Do two wrongs make one right?

Hopefully it is not the case that many of those hasty re-initiates were

driven like sheep herds (cannon fodders?) by Narayan Maharaja's agents.

And perhaps at some point in time ISKCON temples and gurus will have to

start welcoming back disenchanted Narayan Maharaja initiates...

(Re. dig-vijaya tours, didn't Sankara-acarya also enjoy them, and even

write a book about them?)

 

This topic brings to mind, as well, the Muslims' practice of sprinkling

Hindus with water, to convert them, during their conquering raids in Early

Medieval India.

Hridayananda Maharaja has explained that, driven by false-ego, the Hindus

made the mistake of not welcoming back the disenchanted Muslim converts,

and that mistake clearly facilitated communalism and the eventual partition

of India (during which process more people got killed than during Hitler's

tyranny).

 

How did the Muslims get into India in a conquering, dig-vijaya, mood?

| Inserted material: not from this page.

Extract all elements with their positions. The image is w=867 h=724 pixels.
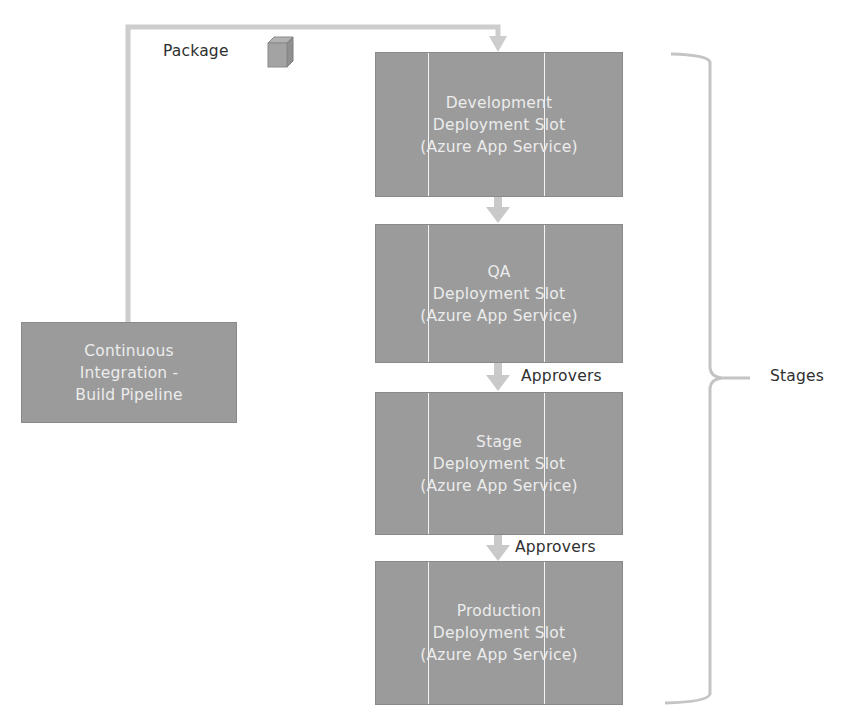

Mesmerized by the wealth of Early Medieval India, its world-wide prestige,

its spiritual power, its gorgeous temples, its unforgettable food...

 

Andre Wink, a scholar (and sympatizer) of Islam in India, said during a

history seminar in Madison that the Muslims prepared themselves for a whole

century in order to invade India. First of all with determination -- they

firmly set their minds, one-pointedly, on taking possession of India. They

built up their military muscle, they visited India to check it out

individually and in small groups, they established small-scale commercial

operations within India, etc.

Why was India, a former world potency, so weak and conquerable in the Early

Medieval times? For one thing, it was plagued with petty kings, feudal

lords (sort of a political Zonal Acharyanism). And, of course, the

Yuga-avatara had not descended yet. Lord Caitanya had not yet told the

Indians: bharata-bhumite haila...

 

An article in the latest issue of the Journal of Vaisnava Studies (8.1,

1999, p. 59) begins by stating, "Controversies of all sorts abound in

Vaisnava as in other traditions." Derrida is then quoted saying that rather

than "religions" there are, for him, "tensions, heterogeneity, disruptive

volcanos..." And this verse spoken by Yuddhisthira Maharaja and found in

the Vana-parva of the MBh (not in the Critical Edition) is cited thereafter:

tarko 'pratisthah srutayo vibhinna

nasav munir yasya matam na bhinnam

dharmasya tattvam nihitam guhayam

mahajano yena gatah sa panthah

 

"Logical argumentation has not foundation. The scriptures are divided.

"He whose opinion is not different [from that of all other munis] is not an

intellectual.

"The truth of dharma is hidden in a cave (the heart; it's esoteric).

"The path is that by which great souls have gone."